Will scheduling the program without using an MPI library hinder performance greatly?
There are lots of ways to carry out parallel computing. MPI is one, and as comments to your question indicate you can call MPI from Rust with a bit of gymnastics.
But there are other approaches, like the PGAS family (Chapel, OpenSHMEM, Co-array Fortran), or alternative messaging like what Charm++ uses.
MPI is "simply" providing a (very useful, highly portable, aggressively optimized) messaging abstraction, but as long as you have some way to manage the parallelism, you can run anything on a cluster.

Experimental support for keeping the Scala compiler resident with sbt.resident.limit?

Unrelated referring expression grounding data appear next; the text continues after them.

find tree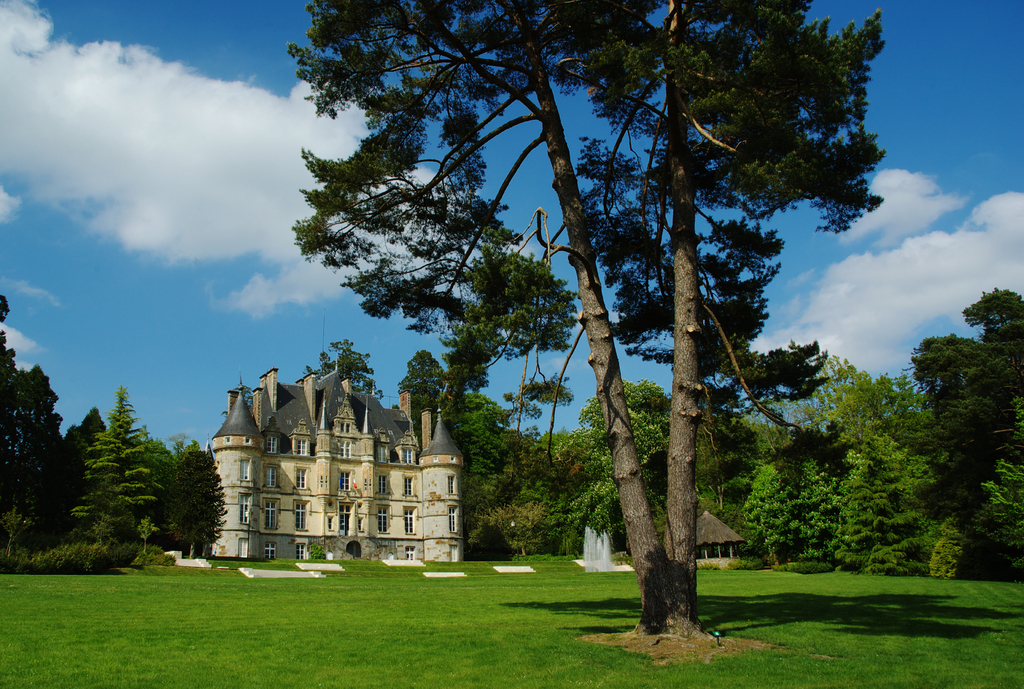
locate(0, 284, 68, 542)
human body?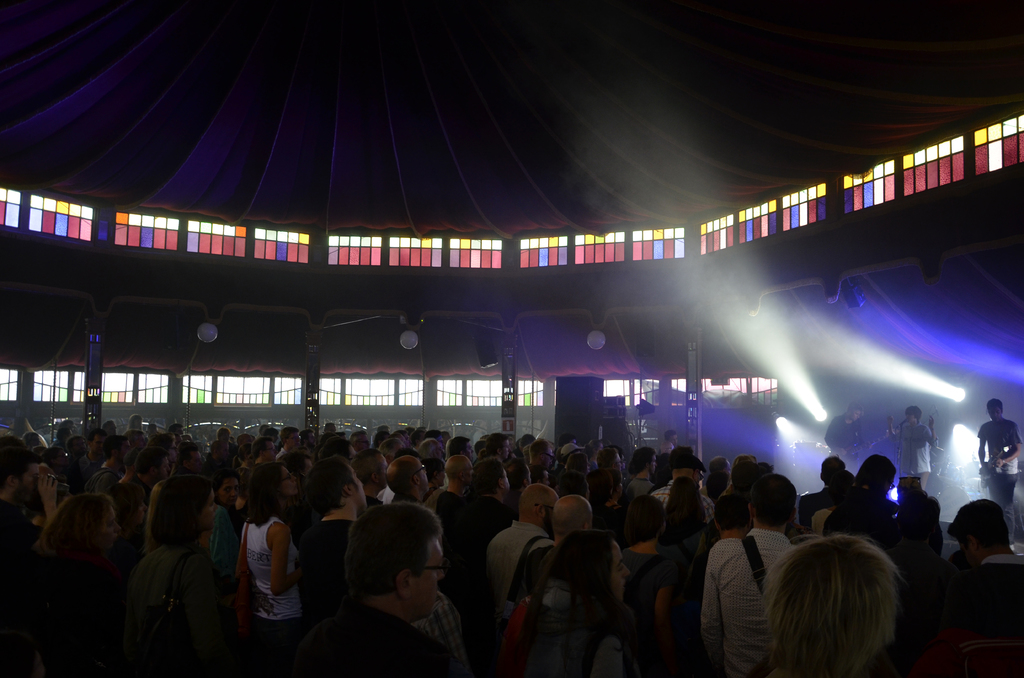
[89,434,127,509]
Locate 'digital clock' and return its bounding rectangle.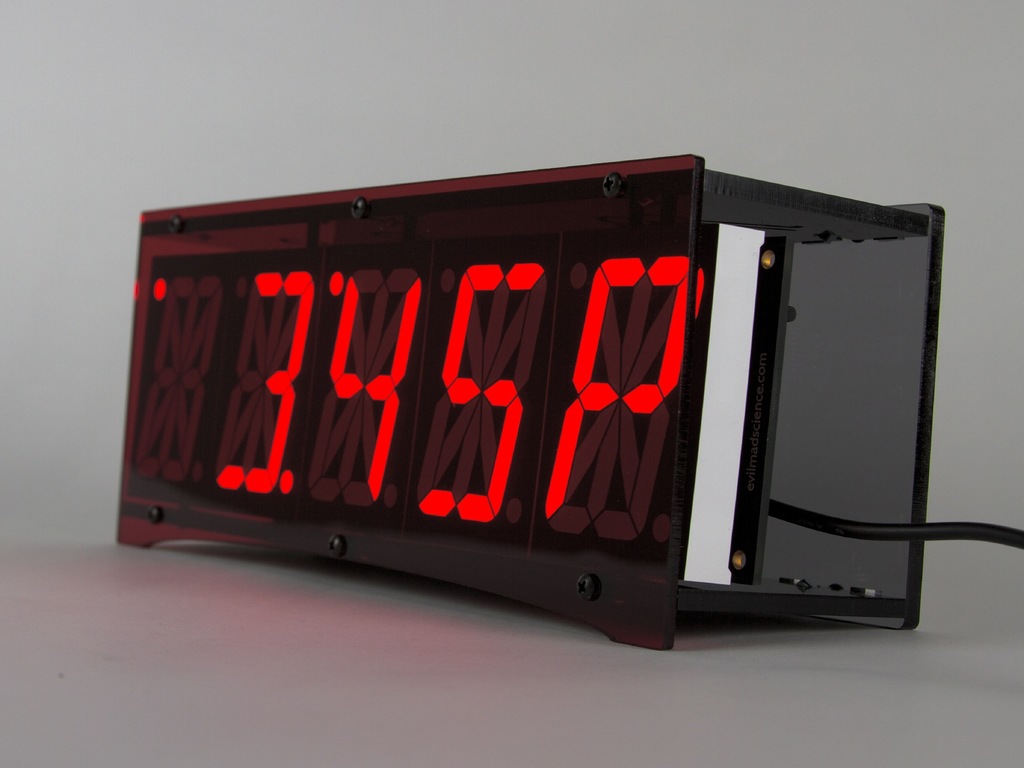
(115, 203, 943, 633).
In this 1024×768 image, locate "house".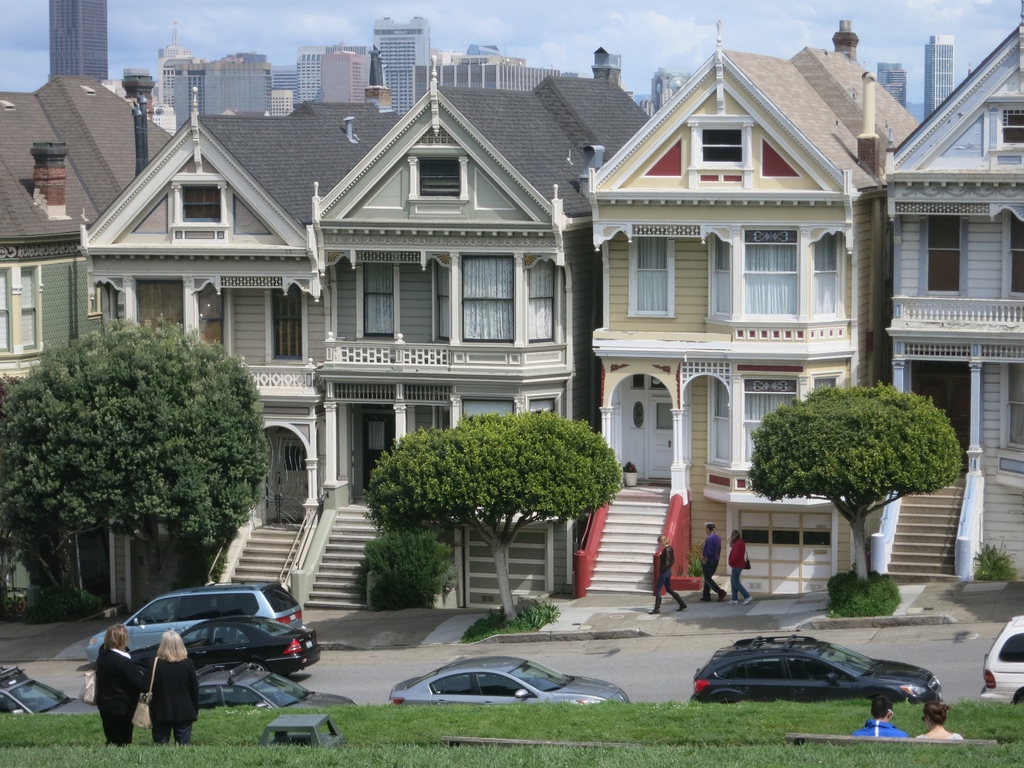
Bounding box: left=267, top=63, right=301, bottom=114.
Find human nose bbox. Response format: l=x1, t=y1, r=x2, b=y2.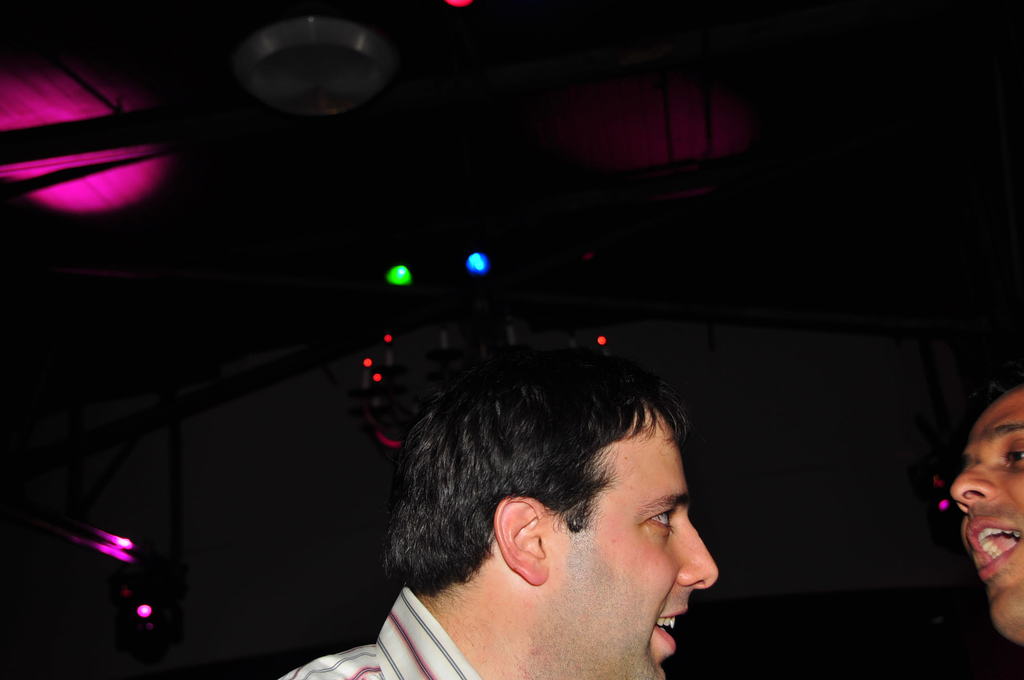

I've just noticed in the code of sbt.BuiltinCommands that there's a Java command line setting - sbt.resident.limit that (quoting Experimental or In-progress):
Experimental support for keeping the Scala compiler resident. Enable
by passing -Dsbt.resident.limit=n to sbt, where n is an integer
indicating the maximum number of compilers to keep around.
Should an end user know the switch? Where could it be useful? Is the feature going into a mainstream use or is it so specialized that almost of no use?
We've experimented with keeping Scala compiler instances in memory to reduce the time it takes to perform incremental compilation. Our findings showed us that the improvements to speed were not as large as we expected. The complexity of resident compilation is really large due to issues like memory leaks or sound symbol table invalidation.
I think it's very unlikely we'll finish that experimental feature in any foreseeable future so I think we should remove any references to resident compilation mode from sbt sources.
I created an sbt ticket for tracking it: https://github.com/sbt/sbt/issues/1287
Feel free to grab it. I'm happy to assist you with any questions related to cleaning up sbt code from resident compilation mode.

JIT compilers for math

I am looking for a JIT compiler or a small compiler library that can be embedded in my program. I indent to use it to compile dynamically generated code that perform complex number arithmetics. The generated code are very simple in structure: no loops, no conditionals, but they can be quite long (a few MB when compiled by GCC). The performance of the resulting machine code is important, while I don't really care about the speed of compilation itself. Which JIT compiler is best for my purpose? Thanks!
Detailed requirements
Support double precision complex number arithmetics
Support basic optimization
Support many CPUs (x86 and x86-64 at least)
Make use of SSE on supported CPUs
Support stack or a large set of registers for local variables
ANSI-C or C++ interface
Cross platform (mainly Linux, Unix)
You might want to take a look at LLVM.
Cint is a c++(ish) environment that offers the ability to mix compiled code and interpreted code. There is a set of optimization tools for the interpreter. ROOT extends this even further by supporting compile and link at run-time at run-time (see the last section of http://root.cern.ch/drupal/content/cint-prompt), though it appears to use the system compiler and thus may not help. All the code is open source.
I make regular use of all these features as part of my work.
I don't know if it makes active use of SIMD instructions, but it seems to meet all your other requirements.
As I see that you are currently using the compile to dynamic library at link on the fly methond, you might consider TCC, though I don't believe that it does much optimization and suspect that it does not support SIMD.
Sounds like you want to be able to compile on the fly and then dynamically load the compiled library (.DLL or .so). This would give you the best performance, with an ANSI-C or C++ interface. So, forget about JITing and consider spawning a C/C++ compiler to do the compilation.
This of course assumes that a compiler can be installed at the point where the dynamically generated code is actually generated.